[What you will do] Repeat the records below exactly, beginning at the first line and finishing with the line that contains "reading: 10.0000 inch".

[Stored entries]
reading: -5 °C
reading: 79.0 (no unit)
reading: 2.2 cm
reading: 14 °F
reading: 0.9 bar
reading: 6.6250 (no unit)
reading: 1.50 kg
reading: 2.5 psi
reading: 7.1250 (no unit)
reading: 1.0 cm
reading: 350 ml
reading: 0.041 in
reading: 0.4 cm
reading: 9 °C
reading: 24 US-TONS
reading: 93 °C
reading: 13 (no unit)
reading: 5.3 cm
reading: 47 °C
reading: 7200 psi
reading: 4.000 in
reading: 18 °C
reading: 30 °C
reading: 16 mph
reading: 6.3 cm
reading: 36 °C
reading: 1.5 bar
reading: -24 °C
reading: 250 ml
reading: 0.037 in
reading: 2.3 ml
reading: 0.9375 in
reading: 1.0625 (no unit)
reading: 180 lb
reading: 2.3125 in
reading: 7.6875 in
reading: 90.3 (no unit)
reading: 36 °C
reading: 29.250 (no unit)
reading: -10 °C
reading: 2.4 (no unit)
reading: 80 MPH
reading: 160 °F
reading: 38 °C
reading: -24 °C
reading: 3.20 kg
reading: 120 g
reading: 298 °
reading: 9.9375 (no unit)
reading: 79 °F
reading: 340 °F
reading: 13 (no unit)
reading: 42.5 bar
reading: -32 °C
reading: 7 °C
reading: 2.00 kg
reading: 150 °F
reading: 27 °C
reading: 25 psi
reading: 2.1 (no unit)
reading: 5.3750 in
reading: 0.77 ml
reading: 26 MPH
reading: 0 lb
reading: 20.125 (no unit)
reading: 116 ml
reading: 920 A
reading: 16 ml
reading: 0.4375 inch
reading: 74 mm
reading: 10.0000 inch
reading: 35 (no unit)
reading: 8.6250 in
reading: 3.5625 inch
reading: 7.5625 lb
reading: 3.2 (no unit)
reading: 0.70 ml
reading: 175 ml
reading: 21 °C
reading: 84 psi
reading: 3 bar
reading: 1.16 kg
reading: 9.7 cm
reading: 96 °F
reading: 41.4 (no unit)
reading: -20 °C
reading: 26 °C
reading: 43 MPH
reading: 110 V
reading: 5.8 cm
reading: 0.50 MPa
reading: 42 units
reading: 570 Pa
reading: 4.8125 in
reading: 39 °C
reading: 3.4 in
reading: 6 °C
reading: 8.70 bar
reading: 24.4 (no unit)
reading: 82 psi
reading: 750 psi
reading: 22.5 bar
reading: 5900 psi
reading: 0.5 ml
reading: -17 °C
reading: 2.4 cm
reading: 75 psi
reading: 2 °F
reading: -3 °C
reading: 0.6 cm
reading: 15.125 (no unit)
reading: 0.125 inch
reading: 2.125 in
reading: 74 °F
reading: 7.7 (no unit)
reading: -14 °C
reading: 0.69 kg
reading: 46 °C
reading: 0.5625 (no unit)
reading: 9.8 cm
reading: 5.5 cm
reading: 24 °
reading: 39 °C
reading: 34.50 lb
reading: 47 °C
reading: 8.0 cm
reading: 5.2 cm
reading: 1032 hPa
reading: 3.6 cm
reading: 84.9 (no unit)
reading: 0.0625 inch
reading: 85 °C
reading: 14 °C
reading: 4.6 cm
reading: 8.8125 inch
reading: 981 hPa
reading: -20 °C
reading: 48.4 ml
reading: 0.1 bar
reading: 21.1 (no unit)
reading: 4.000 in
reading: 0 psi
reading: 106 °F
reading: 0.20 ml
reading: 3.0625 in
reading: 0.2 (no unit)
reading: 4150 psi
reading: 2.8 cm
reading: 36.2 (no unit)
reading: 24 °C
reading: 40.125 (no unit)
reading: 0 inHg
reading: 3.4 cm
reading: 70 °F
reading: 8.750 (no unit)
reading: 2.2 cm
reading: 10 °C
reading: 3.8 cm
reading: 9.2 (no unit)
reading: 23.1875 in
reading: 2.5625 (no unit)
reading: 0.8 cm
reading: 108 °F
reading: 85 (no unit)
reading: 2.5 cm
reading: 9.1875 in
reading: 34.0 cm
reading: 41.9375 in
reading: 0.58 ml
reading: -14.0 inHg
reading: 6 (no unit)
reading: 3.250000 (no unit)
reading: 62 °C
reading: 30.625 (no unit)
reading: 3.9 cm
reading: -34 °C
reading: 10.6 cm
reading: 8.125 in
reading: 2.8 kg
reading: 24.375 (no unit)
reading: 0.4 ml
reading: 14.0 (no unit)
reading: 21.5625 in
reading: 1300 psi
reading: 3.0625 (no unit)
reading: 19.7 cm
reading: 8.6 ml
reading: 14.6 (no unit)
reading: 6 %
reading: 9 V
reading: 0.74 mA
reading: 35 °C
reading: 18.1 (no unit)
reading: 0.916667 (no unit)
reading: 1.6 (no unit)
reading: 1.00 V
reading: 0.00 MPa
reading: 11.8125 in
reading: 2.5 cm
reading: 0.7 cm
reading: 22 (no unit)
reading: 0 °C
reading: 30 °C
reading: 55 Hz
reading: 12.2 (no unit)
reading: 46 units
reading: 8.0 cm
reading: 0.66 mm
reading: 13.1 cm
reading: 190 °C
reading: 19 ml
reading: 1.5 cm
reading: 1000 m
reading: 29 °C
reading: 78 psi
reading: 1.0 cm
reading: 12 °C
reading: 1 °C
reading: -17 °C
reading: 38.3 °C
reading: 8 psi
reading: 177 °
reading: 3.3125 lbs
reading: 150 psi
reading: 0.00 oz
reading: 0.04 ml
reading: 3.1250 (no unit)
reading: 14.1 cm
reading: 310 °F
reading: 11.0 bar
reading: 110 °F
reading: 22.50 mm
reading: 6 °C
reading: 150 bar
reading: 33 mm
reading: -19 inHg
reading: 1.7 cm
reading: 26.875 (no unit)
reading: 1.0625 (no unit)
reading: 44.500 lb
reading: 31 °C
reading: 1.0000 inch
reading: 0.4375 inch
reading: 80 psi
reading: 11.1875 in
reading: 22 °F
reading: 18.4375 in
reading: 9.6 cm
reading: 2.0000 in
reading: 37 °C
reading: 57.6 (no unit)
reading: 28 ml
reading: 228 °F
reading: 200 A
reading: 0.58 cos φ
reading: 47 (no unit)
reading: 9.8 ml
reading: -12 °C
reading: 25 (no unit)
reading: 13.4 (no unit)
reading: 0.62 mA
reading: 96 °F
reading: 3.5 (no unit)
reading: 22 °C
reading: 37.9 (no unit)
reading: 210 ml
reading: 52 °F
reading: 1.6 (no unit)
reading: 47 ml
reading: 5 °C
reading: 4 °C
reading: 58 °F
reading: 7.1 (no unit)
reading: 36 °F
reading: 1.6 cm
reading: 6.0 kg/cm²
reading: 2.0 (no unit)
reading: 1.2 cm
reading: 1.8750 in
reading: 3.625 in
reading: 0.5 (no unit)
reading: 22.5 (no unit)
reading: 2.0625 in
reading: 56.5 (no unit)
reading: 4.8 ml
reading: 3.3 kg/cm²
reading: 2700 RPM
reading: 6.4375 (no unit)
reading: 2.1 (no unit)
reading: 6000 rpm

[Result for this task]
reading: -5 °C
reading: 79.0 (no unit)
reading: 2.2 cm
reading: 14 °F
reading: 0.9 bar
reading: 6.6250 (no unit)
reading: 1.50 kg
reading: 2.5 psi
reading: 7.1250 (no unit)
reading: 1.0 cm
reading: 350 ml
reading: 0.041 in
reading: 0.4 cm
reading: 9 °C
reading: 24 US-TONS
reading: 93 °C
reading: 13 (no unit)
reading: 5.3 cm
reading: 47 °C
reading: 7200 psi
reading: 4.000 in
reading: 18 °C
reading: 30 °C
reading: 16 mph
reading: 6.3 cm
reading: 36 °C
reading: 1.5 bar
reading: -24 °C
reading: 250 ml
reading: 0.037 in
reading: 2.3 ml
reading: 0.9375 in
reading: 1.0625 (no unit)
reading: 180 lb
reading: 2.3125 in
reading: 7.6875 in
reading: 90.3 (no unit)
reading: 36 °C
reading: 29.250 (no unit)
reading: -10 °C
reading: 2.4 (no unit)
reading: 80 MPH
reading: 160 °F
reading: 38 °C
reading: -24 °C
reading: 3.20 kg
reading: 120 g
reading: 298 °
reading: 9.9375 (no unit)
reading: 79 °F
reading: 340 °F
reading: 13 (no unit)
reading: 42.5 bar
reading: -32 °C
reading: 7 °C
reading: 2.00 kg
reading: 150 °F
reading: 27 °C
reading: 25 psi
reading: 2.1 (no unit)
reading: 5.3750 in
reading: 0.77 ml
reading: 26 MPH
reading: 0 lb
reading: 20.125 (no unit)
reading: 116 ml
reading: 920 A
reading: 16 ml
reading: 0.4375 inch
reading: 74 mm
reading: 10.0000 inch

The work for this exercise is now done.